Abstract

During the life cycle of an API steel there are occasions when it will be submitted to thermal cycle. For tubes produced by the UOE process, for the oil and gas industry, severe thermal cycles occur during the welding procedure and when the tube requires hot induction bending. It is therefore of interest to learn about the influence of different cooling rates on the microstructure of these steels, produced by TMCP (Thermomechanical Controlled Process), since these changes can be reflected in a variation in the mechanical properties and hence in the performance of the pipeline. In this work three steels of class API 5L X80, with additions of, Nb-Cr, Nb-Cr-Mo and Nb-Cr-Mo-V, and otherwise similar alloy content, produced by TMCP without accelerated cooling were investigated. These alloys were submitted to austenitization at 900oC for 1 hour followed by three different cooling rates of 1.5oC/s, 30oC/s, 115oC/s, in air, oil and water respectively. It is well known that the main strengthening mechanism in TMCP, which allows a simultaneous increase in strength and toughness, is the reduction of the grain size. Other mechanisms such as solid solution hardening, precipitation and increasing dislocation density also contribute. For the steels in this study, all having a similar base chemical composition and yield strength, all the different thermal cycles applied promoted a reduction in the grain size, and only for the higher cooling rate (115oC/s) were there significant observable phase transformations. The Nb-Cr-Mo-V system exhibited a higher percentage of martensite than the Nb-Cr and Nb-Cr-Mo systems.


Reading the records beneath this task, work out how many lines contain the word "Image" and reply with only that number.

_INFORMATION GIVEN:_
[Start of Attachment]
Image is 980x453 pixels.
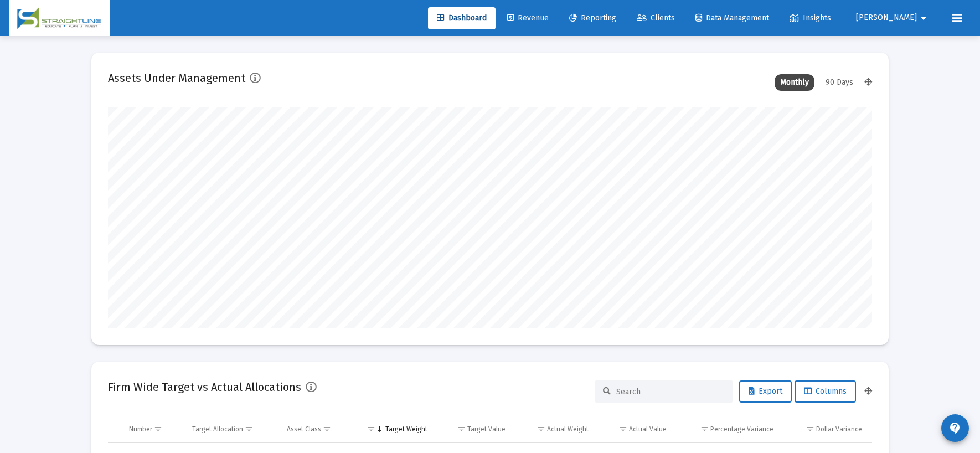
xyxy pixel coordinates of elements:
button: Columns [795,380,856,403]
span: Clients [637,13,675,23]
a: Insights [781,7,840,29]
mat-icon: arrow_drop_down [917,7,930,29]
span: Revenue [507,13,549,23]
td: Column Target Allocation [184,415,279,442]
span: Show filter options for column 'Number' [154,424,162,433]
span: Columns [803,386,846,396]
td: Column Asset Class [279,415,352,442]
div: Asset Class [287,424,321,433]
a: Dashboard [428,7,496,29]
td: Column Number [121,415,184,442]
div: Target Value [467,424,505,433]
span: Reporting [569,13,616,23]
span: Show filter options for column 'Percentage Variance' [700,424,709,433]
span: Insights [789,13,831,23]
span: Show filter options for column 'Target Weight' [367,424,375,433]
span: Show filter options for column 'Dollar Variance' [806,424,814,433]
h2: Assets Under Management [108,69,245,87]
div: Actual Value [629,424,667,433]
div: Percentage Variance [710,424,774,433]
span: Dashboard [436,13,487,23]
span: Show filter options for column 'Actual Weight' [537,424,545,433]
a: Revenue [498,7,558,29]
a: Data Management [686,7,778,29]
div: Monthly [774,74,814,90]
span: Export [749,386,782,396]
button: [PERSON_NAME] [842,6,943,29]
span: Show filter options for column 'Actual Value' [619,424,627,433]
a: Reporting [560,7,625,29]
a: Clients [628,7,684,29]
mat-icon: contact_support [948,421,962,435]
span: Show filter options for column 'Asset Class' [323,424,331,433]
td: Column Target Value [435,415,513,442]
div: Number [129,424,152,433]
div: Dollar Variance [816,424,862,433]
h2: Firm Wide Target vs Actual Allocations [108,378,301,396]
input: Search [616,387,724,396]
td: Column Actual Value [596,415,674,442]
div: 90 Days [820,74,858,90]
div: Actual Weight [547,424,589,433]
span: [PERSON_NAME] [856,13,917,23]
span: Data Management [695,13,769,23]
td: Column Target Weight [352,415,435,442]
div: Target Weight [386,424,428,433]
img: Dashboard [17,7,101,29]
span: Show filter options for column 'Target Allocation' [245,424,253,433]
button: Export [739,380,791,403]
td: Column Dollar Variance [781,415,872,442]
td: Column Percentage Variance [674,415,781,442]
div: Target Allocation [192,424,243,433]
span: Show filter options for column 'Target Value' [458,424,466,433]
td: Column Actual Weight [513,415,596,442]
[End of Attachment]
[Start of Attachment]
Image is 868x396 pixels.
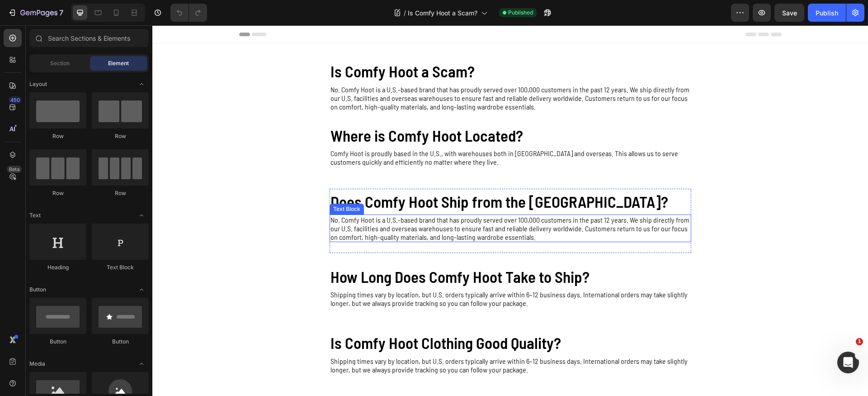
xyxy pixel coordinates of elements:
[End of Attachment]
_ANSWER TO THIS EXERCISE:_
2